PROBLEM REQUIREMENTS:
Can the lines below, from the one that holds "The image size" to the very end, be echoed exactly, with both ends included and no pictures?

INFORMATION SUPPLIED START

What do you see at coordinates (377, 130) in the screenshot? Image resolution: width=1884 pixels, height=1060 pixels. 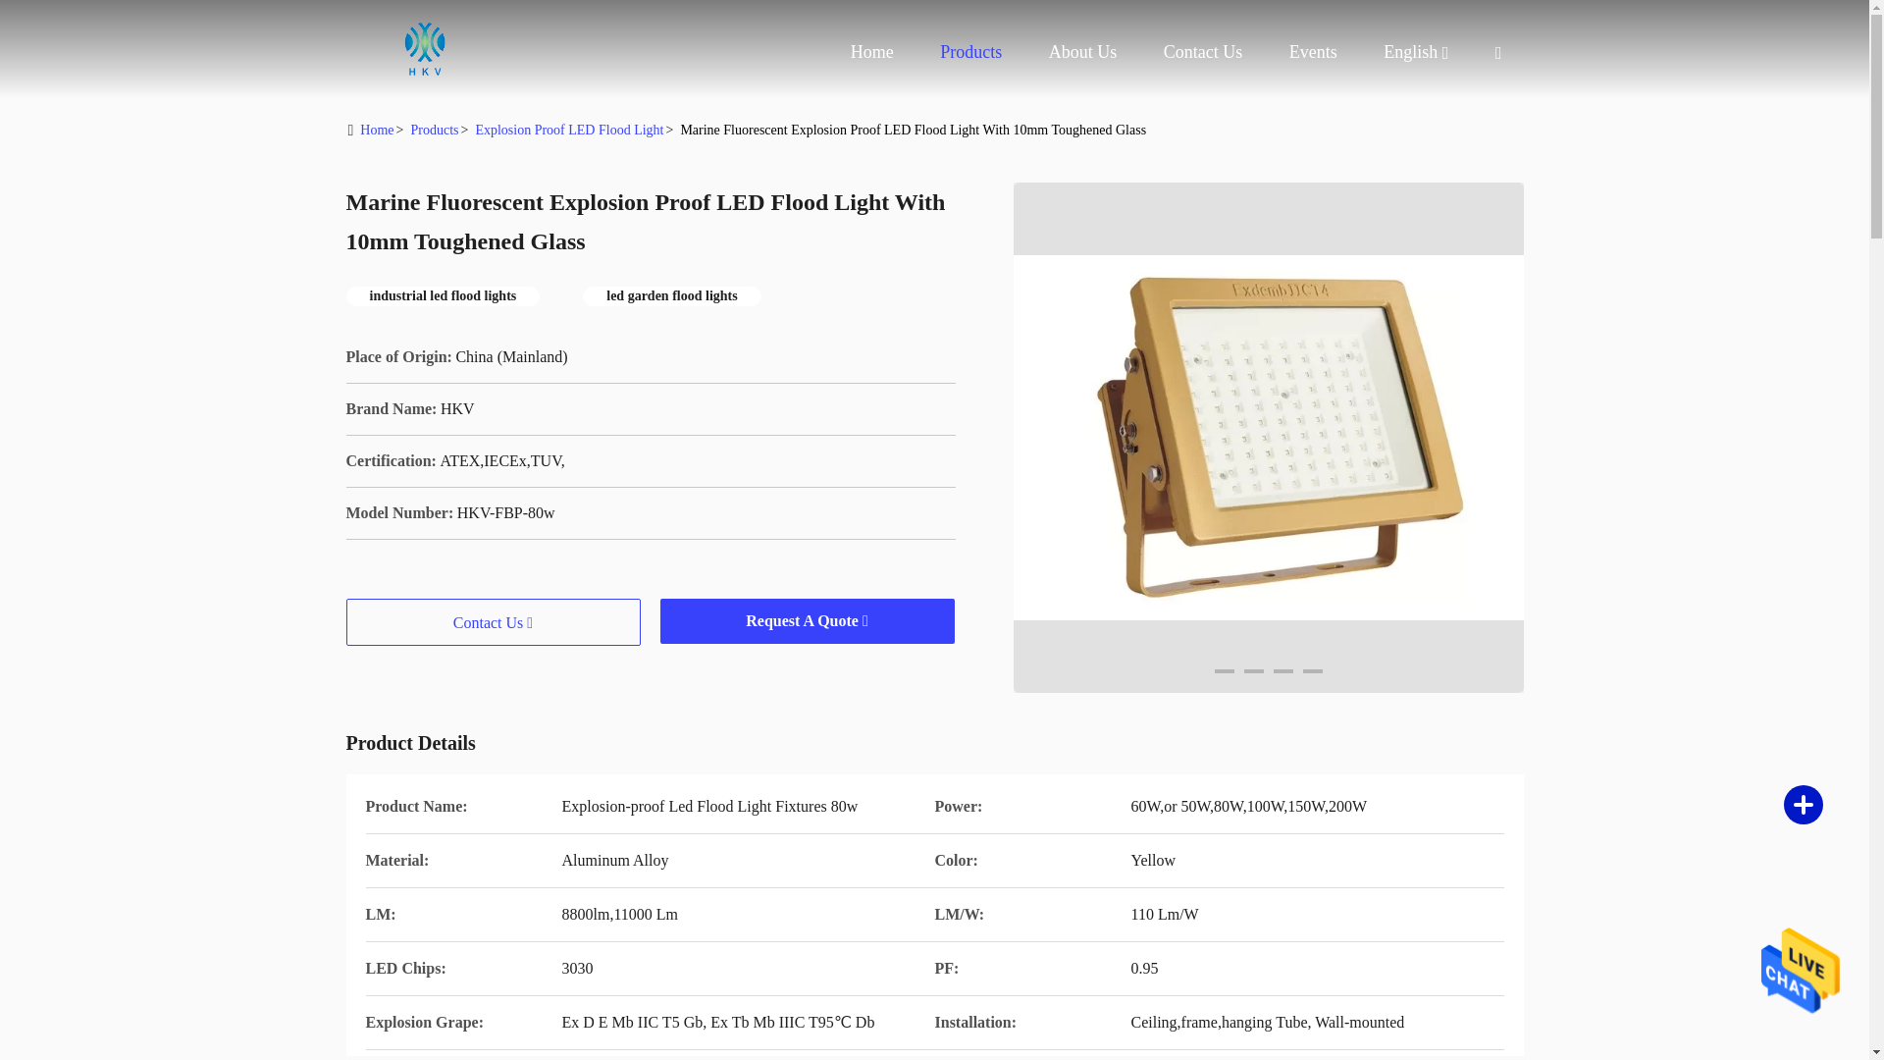 I see `Home` at bounding box center [377, 130].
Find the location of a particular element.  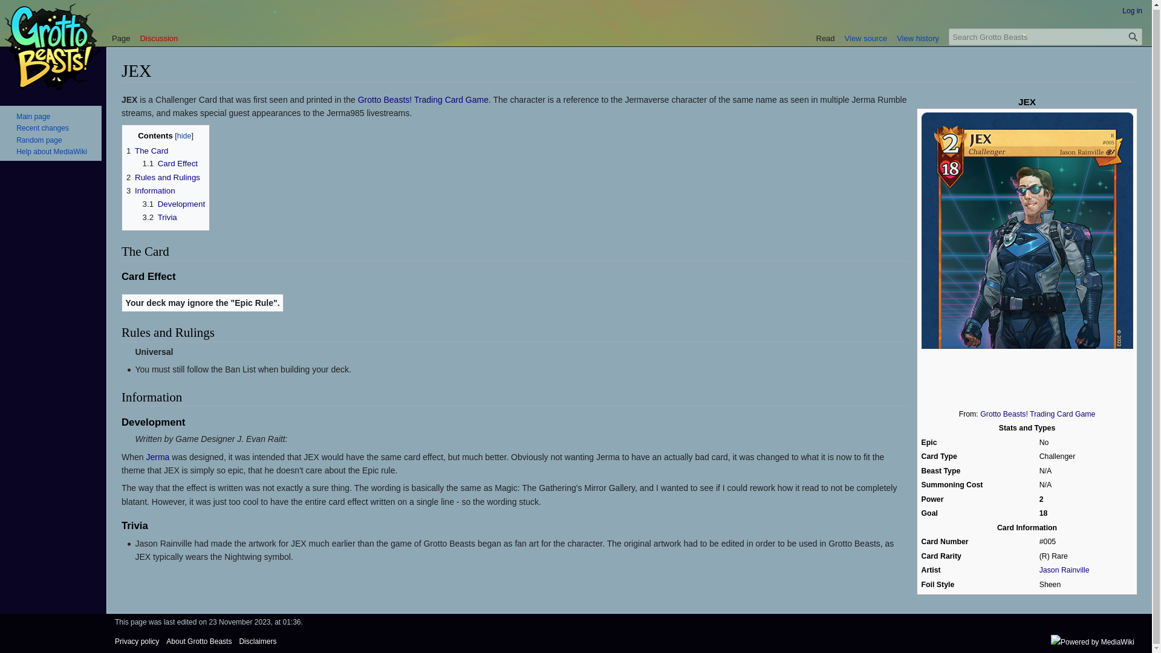

Grotto Beasts! Trading Card Game is located at coordinates (423, 99).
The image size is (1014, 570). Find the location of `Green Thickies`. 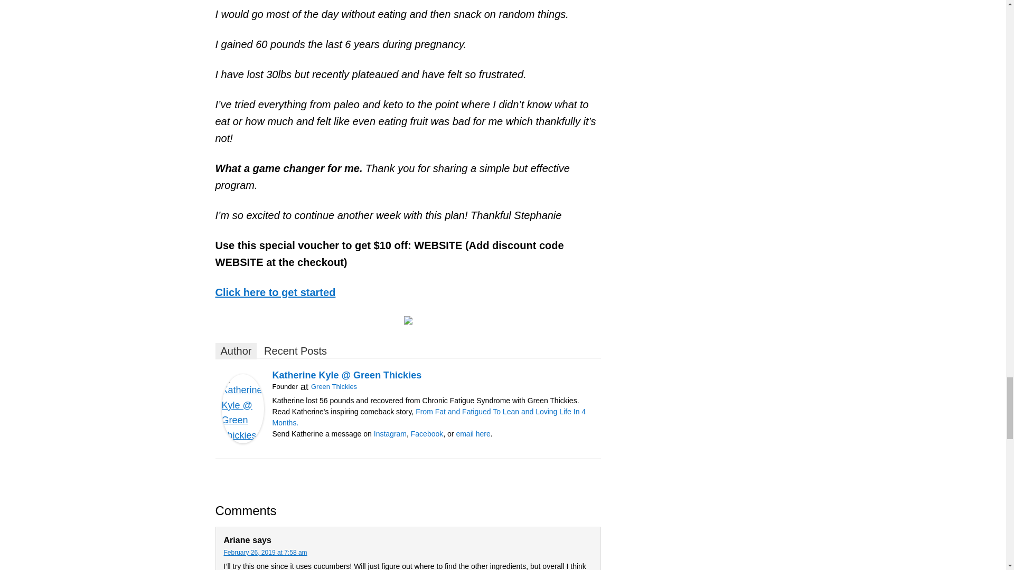

Green Thickies is located at coordinates (334, 386).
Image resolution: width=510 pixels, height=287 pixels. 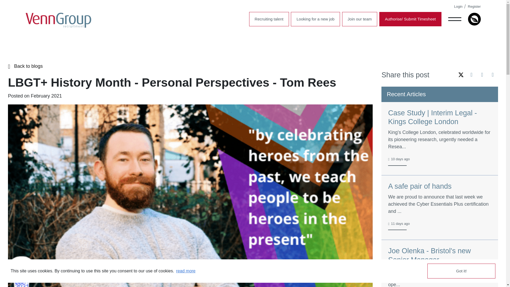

INFORMATION SUPPLIED END

RESPONSE BOX:
The image size is (1014, 570). Find the location of `Green Thickies`. 

Green Thickies is located at coordinates (334, 386).
Image resolution: width=510 pixels, height=287 pixels. 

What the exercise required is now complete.